Three Million Served
This week marks a milestone for the English-language Wikipedia that is both major and somewhat arbitrary: the creation of its 3 millionth article. If you visit the front page of Wikipedia now, you will see this message:
That article, about Norwegian actress Beate Eriksen is currently locked down to prevent vandals from messing it up, something that happens with nearly every article that gets widespread attention. Of course, usually it is because the subject was in the news, rather than the article itself.
As the chart below indicates (taken from here), Wikipedia passed 2 million articles in the third quarter of 2007. Will it take another 2 years for Wikipedia to reach 4 million?

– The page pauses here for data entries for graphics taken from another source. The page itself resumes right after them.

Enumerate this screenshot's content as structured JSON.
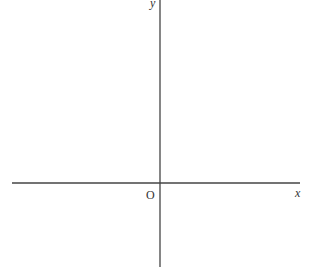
{
  "diagram": {
    "type": "coordinate-axes",
    "axis_color": "#444444",
    "labels": {
      "x_axis": "x",
      "y_axis": "y",
      "origin": "O"
    }
  }
}
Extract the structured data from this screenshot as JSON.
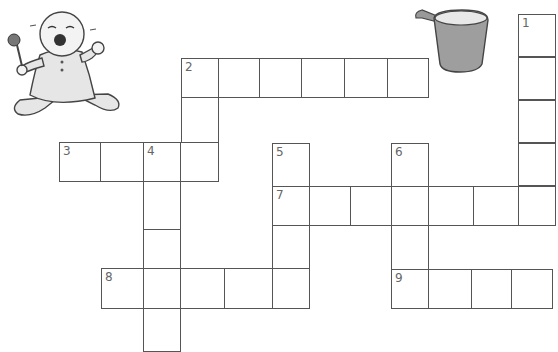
{
  "puzzle": {
    "clue_numbers": [
      "1",
      "2",
      "3",
      "4",
      "5",
      "6",
      "7",
      "8",
      "9"
    ],
    "colors": {
      "grid_line": "#555555",
      "cell_fill": "#ffffff",
      "number": "#666666"
    }
  },
  "images": {
    "baby": "crying-baby-with-rattle-illustration",
    "cup": "sippy-cup-illustration"
  },
  "cells": [
    {
      "x": 518,
      "y": 14,
      "w": 38,
      "h": 43,
      "n": "1"
    },
    {
      "x": 518,
      "y": 57,
      "w": 38,
      "h": 43
    },
    {
      "x": 518,
      "y": 100,
      "w": 38,
      "h": 43
    },
    {
      "x": 518,
      "y": 143,
      "w": 38,
      "h": 43
    },
    {
      "x": 518,
      "y": 186,
      "w": 38,
      "h": 40
    },
    {
      "x": 181,
      "y": 58,
      "w": 38,
      "h": 40,
      "n": "2"
    },
    {
      "x": 218,
      "y": 58,
      "w": 42,
      "h": 40
    },
    {
      "x": 259,
      "y": 58,
      "w": 43,
      "h": 40
    },
    {
      "x": 301,
      "y": 58,
      "w": 44,
      "h": 40
    },
    {
      "x": 344,
      "y": 58,
      "w": 44,
      "h": 40
    },
    {
      "x": 387,
      "y": 58,
      "w": 42,
      "h": 40
    },
    {
      "x": 181,
      "y": 97,
      "w": 38,
      "h": 46
    },
    {
      "x": 59,
      "y": 142,
      "w": 42,
      "h": 40,
      "n": "3"
    },
    {
      "x": 100,
      "y": 142,
      "w": 44,
      "h": 40
    },
    {
      "x": 143,
      "y": 142,
      "w": 38,
      "h": 40,
      "n": "4"
    },
    {
      "x": 180,
      "y": 142,
      "w": 39,
      "h": 40
    },
    {
      "x": 143,
      "y": 181,
      "w": 38,
      "h": 49
    },
    {
      "x": 143,
      "y": 229,
      "w": 38,
      "h": 40
    },
    {
      "x": 143,
      "y": 307,
      "w": 38,
      "h": 45
    },
    {
      "x": 272,
      "y": 143,
      "w": 38,
      "h": 44,
      "n": "5"
    },
    {
      "x": 391,
      "y": 143,
      "w": 38,
      "h": 44,
      "n": "6"
    },
    {
      "x": 272,
      "y": 186,
      "w": 38,
      "h": 40,
      "n": "7"
    },
    {
      "x": 309,
      "y": 186,
      "w": 42,
      "h": 40
    },
    {
      "x": 350,
      "y": 186,
      "w": 42,
      "h": 40
    },
    {
      "x": 391,
      "y": 186,
      "w": 38,
      "h": 40
    },
    {
      "x": 428,
      "y": 186,
      "w": 46,
      "h": 40
    },
    {
      "x": 473,
      "y": 186,
      "w": 46,
      "h": 40
    },
    {
      "x": 518,
      "y": 186,
      "w": 38,
      "h": 40
    },
    {
      "x": 272,
      "y": 225,
      "w": 38,
      "h": 44
    },
    {
      "x": 391,
      "y": 225,
      "w": 38,
      "h": 45
    },
    {
      "x": 101,
      "y": 268,
      "w": 43,
      "h": 41,
      "n": "8"
    },
    {
      "x": 143,
      "y": 268,
      "w": 38,
      "h": 41
    },
    {
      "x": 180,
      "y": 268,
      "w": 45,
      "h": 41
    },
    {
      "x": 224,
      "y": 268,
      "w": 49,
      "h": 41
    },
    {
      "x": 272,
      "y": 268,
      "w": 38,
      "h": 41
    },
    {
      "x": 391,
      "y": 269,
      "w": 38,
      "h": 40,
      "n": "9"
    },
    {
      "x": 428,
      "y": 269,
      "w": 44,
      "h": 40
    },
    {
      "x": 471,
      "y": 269,
      "w": 41,
      "h": 40
    },
    {
      "x": 511,
      "y": 269,
      "w": 42,
      "h": 40
    }
  ]
}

Actually, it may take a bit longer: Wikipedia's article growth has been slowing down. This has been a topic for discussion on the Wikipedia Weekly podcast at least as far back as a year ago, and is inevitable. Given Wikipedia's success and its strict rules on what qualifies for an article, there will come a point where most articles have already been created. We may have reached that point.

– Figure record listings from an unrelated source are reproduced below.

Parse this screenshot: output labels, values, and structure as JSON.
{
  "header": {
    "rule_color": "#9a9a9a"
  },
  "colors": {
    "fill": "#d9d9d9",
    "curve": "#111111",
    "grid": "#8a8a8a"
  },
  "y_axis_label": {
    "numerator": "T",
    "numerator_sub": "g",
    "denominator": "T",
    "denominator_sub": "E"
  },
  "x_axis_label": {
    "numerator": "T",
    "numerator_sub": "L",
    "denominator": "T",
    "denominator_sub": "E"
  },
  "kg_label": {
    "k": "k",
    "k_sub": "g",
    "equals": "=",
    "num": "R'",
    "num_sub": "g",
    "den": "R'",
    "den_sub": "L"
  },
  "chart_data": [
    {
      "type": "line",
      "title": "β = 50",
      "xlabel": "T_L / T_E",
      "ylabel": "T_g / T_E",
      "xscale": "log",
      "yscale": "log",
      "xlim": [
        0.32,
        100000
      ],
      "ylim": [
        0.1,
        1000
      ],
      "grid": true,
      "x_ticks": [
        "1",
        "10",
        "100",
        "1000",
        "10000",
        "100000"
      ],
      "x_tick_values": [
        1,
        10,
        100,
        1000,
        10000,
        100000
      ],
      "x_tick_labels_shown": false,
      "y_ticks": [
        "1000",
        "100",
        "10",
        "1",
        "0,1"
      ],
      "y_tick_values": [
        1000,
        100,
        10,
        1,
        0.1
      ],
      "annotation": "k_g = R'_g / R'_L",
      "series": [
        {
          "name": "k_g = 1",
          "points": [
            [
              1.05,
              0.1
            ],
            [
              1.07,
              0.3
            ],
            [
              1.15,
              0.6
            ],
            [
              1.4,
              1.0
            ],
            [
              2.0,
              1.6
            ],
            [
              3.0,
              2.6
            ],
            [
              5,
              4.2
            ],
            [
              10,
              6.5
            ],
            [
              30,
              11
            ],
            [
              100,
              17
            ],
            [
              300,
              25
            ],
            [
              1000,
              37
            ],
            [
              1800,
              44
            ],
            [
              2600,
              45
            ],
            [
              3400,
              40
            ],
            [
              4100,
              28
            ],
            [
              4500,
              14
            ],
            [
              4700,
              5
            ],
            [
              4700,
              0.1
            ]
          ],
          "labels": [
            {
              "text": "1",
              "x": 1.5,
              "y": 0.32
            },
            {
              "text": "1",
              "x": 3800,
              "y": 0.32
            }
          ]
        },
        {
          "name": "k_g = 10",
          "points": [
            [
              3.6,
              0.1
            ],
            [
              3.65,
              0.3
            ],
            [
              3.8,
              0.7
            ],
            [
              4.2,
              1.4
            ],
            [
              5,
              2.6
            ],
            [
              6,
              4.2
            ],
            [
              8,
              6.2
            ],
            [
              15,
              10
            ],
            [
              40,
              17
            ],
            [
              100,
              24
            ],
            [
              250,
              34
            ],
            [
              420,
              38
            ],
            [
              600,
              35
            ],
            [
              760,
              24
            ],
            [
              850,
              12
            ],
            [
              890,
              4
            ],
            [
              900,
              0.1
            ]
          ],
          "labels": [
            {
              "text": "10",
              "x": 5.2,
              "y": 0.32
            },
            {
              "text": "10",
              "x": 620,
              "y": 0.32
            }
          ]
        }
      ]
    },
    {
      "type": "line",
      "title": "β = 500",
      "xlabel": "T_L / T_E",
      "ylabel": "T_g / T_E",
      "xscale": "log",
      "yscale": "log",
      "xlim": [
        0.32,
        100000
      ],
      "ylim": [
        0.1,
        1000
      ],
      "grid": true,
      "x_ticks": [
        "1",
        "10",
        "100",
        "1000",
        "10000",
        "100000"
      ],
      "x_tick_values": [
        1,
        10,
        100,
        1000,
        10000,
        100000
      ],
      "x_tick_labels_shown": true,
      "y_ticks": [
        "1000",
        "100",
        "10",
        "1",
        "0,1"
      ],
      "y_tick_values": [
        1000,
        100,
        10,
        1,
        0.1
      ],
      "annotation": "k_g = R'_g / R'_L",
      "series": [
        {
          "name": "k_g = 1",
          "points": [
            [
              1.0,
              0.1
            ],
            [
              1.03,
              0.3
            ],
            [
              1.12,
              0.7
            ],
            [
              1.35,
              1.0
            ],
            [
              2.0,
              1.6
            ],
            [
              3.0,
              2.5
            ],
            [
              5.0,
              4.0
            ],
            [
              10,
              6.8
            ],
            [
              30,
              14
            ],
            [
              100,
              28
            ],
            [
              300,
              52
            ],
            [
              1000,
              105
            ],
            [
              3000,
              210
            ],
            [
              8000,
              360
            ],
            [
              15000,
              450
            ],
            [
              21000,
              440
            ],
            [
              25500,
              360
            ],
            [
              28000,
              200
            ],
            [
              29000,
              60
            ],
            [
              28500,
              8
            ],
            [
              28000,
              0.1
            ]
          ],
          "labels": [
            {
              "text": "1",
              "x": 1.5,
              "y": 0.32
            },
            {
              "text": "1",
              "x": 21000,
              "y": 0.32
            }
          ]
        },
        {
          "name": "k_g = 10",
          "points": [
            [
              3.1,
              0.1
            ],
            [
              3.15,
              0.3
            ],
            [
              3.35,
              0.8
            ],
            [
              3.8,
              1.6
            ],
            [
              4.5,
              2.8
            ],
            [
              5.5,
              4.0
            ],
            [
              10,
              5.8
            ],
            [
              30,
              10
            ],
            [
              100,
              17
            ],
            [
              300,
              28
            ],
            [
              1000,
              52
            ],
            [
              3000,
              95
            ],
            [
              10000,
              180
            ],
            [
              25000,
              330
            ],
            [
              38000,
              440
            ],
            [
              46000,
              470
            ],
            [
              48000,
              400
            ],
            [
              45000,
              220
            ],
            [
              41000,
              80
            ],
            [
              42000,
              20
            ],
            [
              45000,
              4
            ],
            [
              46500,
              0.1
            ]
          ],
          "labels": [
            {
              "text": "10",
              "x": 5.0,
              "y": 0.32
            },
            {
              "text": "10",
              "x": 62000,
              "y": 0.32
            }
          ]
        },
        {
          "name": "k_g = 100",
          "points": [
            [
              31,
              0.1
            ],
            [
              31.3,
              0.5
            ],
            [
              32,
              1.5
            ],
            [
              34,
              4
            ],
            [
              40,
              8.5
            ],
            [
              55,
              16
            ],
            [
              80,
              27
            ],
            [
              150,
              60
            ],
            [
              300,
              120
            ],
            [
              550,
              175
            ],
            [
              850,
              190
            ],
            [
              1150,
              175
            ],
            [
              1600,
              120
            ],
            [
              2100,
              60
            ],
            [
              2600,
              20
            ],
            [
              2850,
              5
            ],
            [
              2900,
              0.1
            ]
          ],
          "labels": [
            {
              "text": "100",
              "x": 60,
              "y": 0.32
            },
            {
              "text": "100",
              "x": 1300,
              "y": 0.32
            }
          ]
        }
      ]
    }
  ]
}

Or, as I think more likely, we have created most of the articles that can be assembled from web sources and in-print books. That's why I think the next phase of Wikipedia's growth will have to depend on archived materials involving historical subjects that are exactly the type of article Wikipedia does least well at. This wouldn't stop Wikipedia's growth from slowing, but it would keep its growth meaningful.

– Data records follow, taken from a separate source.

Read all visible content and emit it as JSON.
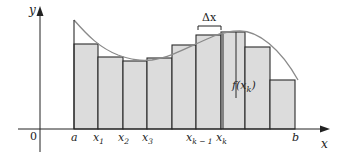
{
  "diagram": {
    "colors": {
      "rect_fill": "#dcdcdc",
      "rect_stroke": "#2a2a2a",
      "curve": "#8a8a8a",
      "axis": "#222222"
    },
    "axes": {
      "x_label": "x",
      "y_label": "y",
      "origin_label": "0"
    },
    "tick_labels": [
      {
        "text": "a",
        "sub": "",
        "x": 74
      },
      {
        "text": "x",
        "sub": "1",
        "x": 98
      },
      {
        "text": "x",
        "sub": "2",
        "x": 123
      },
      {
        "text": "x",
        "sub": "3",
        "x": 147
      },
      {
        "text": "x",
        "sub": "k − 1",
        "x": 196
      },
      {
        "text": "x",
        "sub": "k",
        "x": 221
      },
      {
        "text": "b",
        "sub": "",
        "x": 295
      }
    ],
    "annotations": {
      "delta_x": "Δx",
      "f_xk": "f(x",
      "f_xk_sub": "k",
      "f_xk_close": ")"
    },
    "rectangles": [
      {
        "x0": 74,
        "x1": 98,
        "top": 44
      },
      {
        "x0": 98,
        "x1": 123,
        "top": 57
      },
      {
        "x0": 123,
        "x1": 147,
        "top": 61
      },
      {
        "x0": 147,
        "x1": 172,
        "top": 58
      },
      {
        "x0": 172,
        "x1": 196,
        "top": 45
      },
      {
        "x0": 196,
        "x1": 221,
        "top": 35
      },
      {
        "x0": 221,
        "x1": 245,
        "top": 32
      },
      {
        "x0": 245,
        "x1": 270,
        "top": 47
      },
      {
        "x0": 270,
        "x1": 295,
        "top": 80
      }
    ]
  }
}
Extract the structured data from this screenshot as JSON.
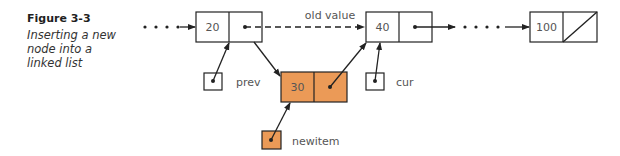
{
  "figure": {
    "number": "Figure 3-3",
    "title": "Inserting a new node into a linked list"
  },
  "nodes": [
    {
      "id": "node-20",
      "value": "20",
      "highlight": false
    },
    {
      "id": "node-40",
      "value": "40",
      "highlight": false
    },
    {
      "id": "node-100",
      "value": "100",
      "highlight": false,
      "next": "null"
    },
    {
      "id": "node-30",
      "value": "30",
      "highlight": true
    }
  ],
  "pointers": [
    {
      "name": "prev",
      "label": "prev",
      "points_to": "node-20"
    },
    {
      "name": "cur",
      "label": "cur",
      "points_to": "node-40"
    },
    {
      "name": "newitem",
      "label": "newitem",
      "points_to": "node-30",
      "highlight": true
    }
  ],
  "annotations": {
    "old_link_label": "old value"
  },
  "colors": {
    "highlight_fill": "#eb9a57",
    "stroke": "#222222",
    "text": "#555555"
  }
}
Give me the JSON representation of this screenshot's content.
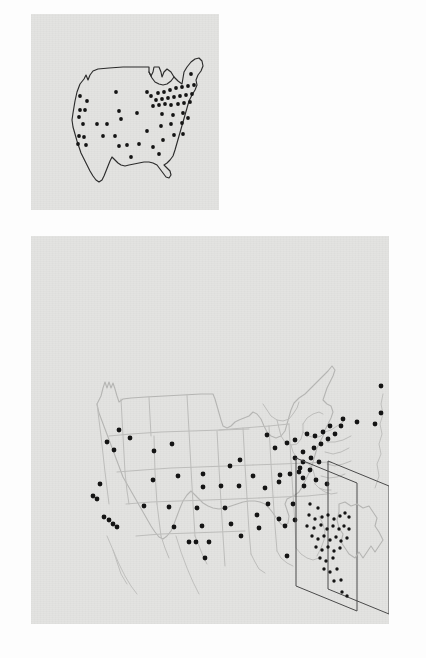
{
  "figure": {
    "title": "",
    "background_color": "#fdfdfd",
    "panel_color": "#e3e3e1",
    "dot_color": "#141414",
    "panels": [
      {
        "id": "top-panel",
        "name": "us-outline-map-with-points",
        "x": 31,
        "y": 14,
        "width": 188,
        "height": 196,
        "outline_color": "#2b2b2b",
        "point_count": 58
      },
      {
        "id": "bottom-panel",
        "name": "us-state-map-with-points-and-3d-inset",
        "x": 31,
        "y": 236,
        "width": 358,
        "height": 388,
        "outline_color": "#b5b5b3",
        "point_count": 63,
        "inset": {
          "name": "stacked-planes-inset",
          "plane_count": 2,
          "point_count": 40
        }
      }
    ]
  },
  "chart_data": {
    "type": "scatter",
    "title": "",
    "subtitle": "",
    "xlabel": "",
    "ylabel": "",
    "grid": false,
    "legend": null,
    "panels": [
      {
        "name": "top-us-outline-scatter",
        "description": "US national outline map with black point markers marking locations; dense cluster in the Northeast",
        "xlim": [
          0,
          188
        ],
        "ylim": [
          0,
          196
        ],
        "points": [
          [
            49,
            82
          ],
          [
            56,
            87
          ],
          [
            54,
            95
          ],
          [
            50,
            101
          ],
          [
            47,
            112
          ],
          [
            51,
            116
          ],
          [
            45,
            126
          ],
          [
            52,
            130
          ],
          [
            57,
            134
          ],
          [
            60,
            138
          ],
          [
            66,
            92
          ],
          [
            68,
            102
          ],
          [
            71,
            109
          ],
          [
            79,
            118
          ],
          [
            82,
            127
          ],
          [
            86,
            121
          ],
          [
            71,
            134
          ],
          [
            75,
            137
          ],
          [
            88,
            94
          ],
          [
            92,
            105
          ],
          [
            88,
            113
          ],
          [
            102,
            120
          ],
          [
            104,
            128
          ],
          [
            98,
            136
          ],
          [
            110,
            97
          ],
          [
            113,
            105
          ],
          [
            118,
            88
          ],
          [
            123,
            93
          ],
          [
            116,
            112
          ],
          [
            121,
            118
          ],
          [
            126,
            100
          ],
          [
            130,
            92
          ],
          [
            133,
            86
          ],
          [
            137,
            92
          ],
          [
            141,
            86
          ],
          [
            145,
            92
          ],
          [
            149,
            86
          ],
          [
            152,
            92
          ],
          [
            156,
            86
          ],
          [
            159,
            92
          ],
          [
            163,
            86
          ],
          [
            135,
            99
          ],
          [
            139,
            105
          ],
          [
            143,
            99
          ],
          [
            147,
            105
          ],
          [
            151,
            99
          ],
          [
            155,
            105
          ],
          [
            159,
            99
          ],
          [
            162,
            105
          ],
          [
            166,
            99
          ],
          [
            128,
            112
          ],
          [
            133,
            118
          ],
          [
            140,
            113
          ],
          [
            146,
            119
          ],
          [
            152,
            113
          ],
          [
            158,
            118
          ],
          [
            163,
            112
          ],
          [
            167,
            105
          ],
          [
            122,
            130
          ],
          [
            128,
            136
          ],
          [
            134,
            130
          ],
          [
            140,
            137
          ],
          [
            146,
            131
          ],
          [
            118,
            143
          ],
          [
            124,
            138
          ],
          [
            130,
            144
          ],
          [
            160,
            78
          ],
          [
            164,
            84
          ]
        ]
      },
      {
        "name": "bottom-us-state-scatter",
        "description": "US map with state boundaries (light gray) and black point markers; three points at upper right near Nova Scotia; isometric inset of two stacked planes with point cloud at lower right",
        "xlim": [
          0,
          358
        ],
        "ylim": [
          0,
          388
        ],
        "points": [
          [
            120,
            194
          ],
          [
            131,
            202
          ],
          [
            105,
            206
          ],
          [
            112,
            214
          ],
          [
            85,
            270
          ],
          [
            74,
            277
          ],
          [
            81,
            281
          ],
          [
            93,
            310
          ],
          [
            98,
            314
          ],
          [
            103,
            318
          ],
          [
            107,
            321
          ],
          [
            175,
            240
          ],
          [
            203,
            241
          ],
          [
            83,
            268
          ],
          [
            118,
            267
          ],
          [
            199,
            263
          ],
          [
            241,
            260
          ],
          [
            236,
            296
          ],
          [
            262,
            298
          ],
          [
            291,
            258
          ],
          [
            302,
            265
          ],
          [
            296,
            276
          ],
          [
            303,
            281
          ],
          [
            311,
            280
          ],
          [
            318,
            281
          ],
          [
            278,
            270
          ],
          [
            285,
            275
          ],
          [
            316,
            261
          ],
          [
            324,
            266
          ],
          [
            327,
            271
          ],
          [
            288,
            287
          ],
          [
            295,
            292
          ],
          [
            303,
            293
          ],
          [
            312,
            292
          ],
          [
            251,
            266
          ],
          [
            266,
            267
          ],
          [
            228,
            297
          ],
          [
            234,
            303
          ],
          [
            249,
            306
          ],
          [
            255,
            310
          ],
          [
            304,
            306
          ],
          [
            310,
            312
          ],
          [
            196,
            329
          ],
          [
            217,
            330
          ],
          [
            267,
            305
          ],
          [
            274,
            314
          ],
          [
            285,
            330
          ],
          [
            196,
            357
          ],
          [
            209,
            357
          ],
          [
            206,
            318
          ],
          [
            216,
            320
          ],
          [
            177,
            327
          ],
          [
            149,
            327
          ],
          [
            235,
            337
          ],
          [
            248,
            341
          ],
          [
            222,
            355
          ],
          [
            279,
            356
          ],
          [
            244,
            382
          ],
          [
            161,
            360
          ],
          [
            166,
            360
          ],
          [
            317,
            301
          ],
          [
            322,
            310
          ],
          [
            179,
            388
          ]
        ],
        "extra_points_nova_scotia": [
          [
            351,
            189
          ],
          [
            345,
            194
          ],
          [
            330,
            199
          ]
        ],
        "inset_points": [
          [
            24,
            48
          ],
          [
            31,
            43
          ],
          [
            39,
            48
          ],
          [
            22,
            57
          ],
          [
            30,
            56
          ],
          [
            35,
            60
          ],
          [
            43,
            57
          ],
          [
            50,
            55
          ],
          [
            57,
            52
          ],
          [
            64,
            50
          ],
          [
            70,
            48
          ],
          [
            20,
            66
          ],
          [
            27,
            64
          ],
          [
            34,
            69
          ],
          [
            41,
            66
          ],
          [
            48,
            70
          ],
          [
            55,
            67
          ],
          [
            62,
            65
          ],
          [
            69,
            70
          ],
          [
            25,
            76
          ],
          [
            32,
            80
          ],
          [
            39,
            77
          ],
          [
            46,
            81
          ],
          [
            53,
            78
          ],
          [
            60,
            82
          ],
          [
            67,
            79
          ],
          [
            30,
            90
          ],
          [
            37,
            94
          ],
          [
            44,
            91
          ],
          [
            51,
            95
          ],
          [
            58,
            92
          ],
          [
            35,
            103
          ],
          [
            42,
            107
          ],
          [
            49,
            104
          ],
          [
            40,
            116
          ],
          [
            47,
            120
          ],
          [
            52,
            130
          ],
          [
            58,
            127
          ],
          [
            63,
            140
          ],
          [
            68,
            145
          ]
        ]
      }
    ]
  }
}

Update: From the comments, here are two thoughts from very smart and much more experienced Wikipedians than yours truly. First, David Gerard:
Actually, I think we've barely scratched the surface of books, in-print or not. What's been done so far isn't even the low-hanging fruit, it's the fruit that's actually sitting on the ground waiting to be picked up.
The growth curve so far looks like a logistic curve with a linear increase on top.
One interesting thing is that is the growth curves for the other large Wikipedias look similar. And the smaller Wikipedias are typically in early linear growth or the exponential upcurve of the logistic curve.
And from Sage Ross, a Wikipedia Weekly contributor:
"we have created most of the articles that can be assembled from web sources and in-print books"
That's not nearly the case, especially if you count digitized scholarly journals as available sources too. Wikipedia could easily have another 3 million articles (probably more like 30 million) based on published sources. It's just that the deeper you go into specialized areas where the untapped sources are rich, the fewer people there are who are interested in and/or capable of writing about those areas.